The Senate version would require that “more than half” of the bill’s bilateral assistance be used for treatment and care services, a provision added at the request of Sen. Tom Coburn (R-OK). Unlike the House-passed bill, the Senate version does not address family planning; the House measure would permit PEPFAR funds to be used for HIV testing and education in family planning clinics.
Like the House bill, the measure would continue the ten percent set-aside for orphans and vulnerable children included in the original authorization, strengthen mother-to-child transmission prevention and treatment, and authorize microbicide research and development at the National Institutes of Health, the Centers for Disease Control and Prevention, and the United States Agency for International Development, in recognition of the “need and urgency to expand the range of interventions for preventing the transmission of…(HIV), including nonvaccine prevention methods that can be controlled by women.” As in the House version, the Senate bill would remove the requirement that one-third of all funds spent on prevention go to abstinence-until-marriage programs. However, if a country’s HIV prevention plan dedicates less than 50 percent of funds for “activities promoting abstinence, delay of sexual debut, monogamy, fidelity, and partner reduction,” the bill would require the U.S. Global AIDS Coordinator to report to Congress “on the justification for this decision.” Both versions also would maintain the requirement that no funds “may be used to provide assistance to any group or organization that does not have a policy explicitly opposing prostitution and sex trafficking.”
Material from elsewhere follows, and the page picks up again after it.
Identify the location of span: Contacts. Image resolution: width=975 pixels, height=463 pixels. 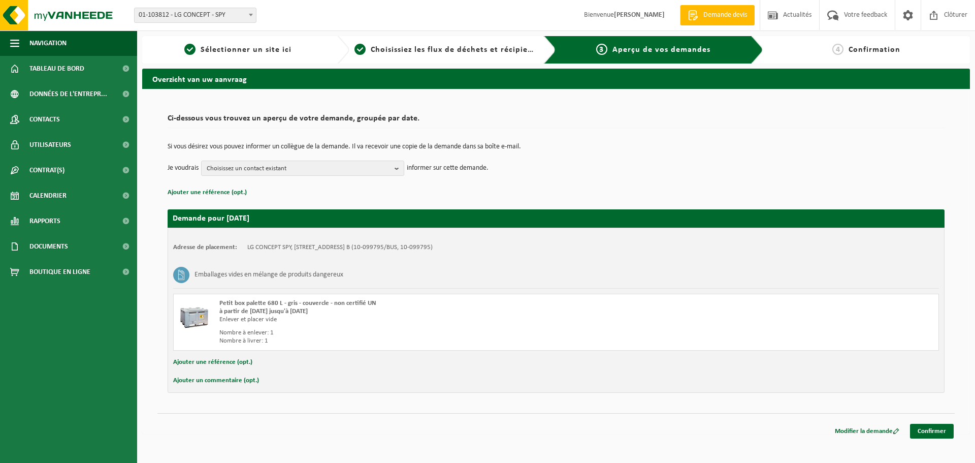
(45, 119).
Among the amendments considered, the Senate adopted, by voice vote:
Sen. Richard Lugar (R-IN), who cosponsored the bill with Sen. Biden, stated, “PEPFAR has provided treatment to an estimated 1.4 million men, women, and children infected with HIV/AIDS in Africa and elsewhere. Before the program began, only 50,000 people in all of sub-Saharan Africa were receiving life-saving, anti-retroviral drugs. Reauthorization of PEPFAR enables us to build upon these successes, save lives on a massive scale, and preserve the fabric of numerous fragile societies. We should understand that our investments in disease prevention programs have yielded enormous foreign policy benefits during the last five years. PEPFAR has helped to prevent instability and societal collapse in a number of at-risk countries; it has stimulated contributions from other wealthy nations to fight AIDS; it has facilitated deep partnerships with a new generation of African leaders; and it has improved attitudes toward the United States in Africa and other regions.”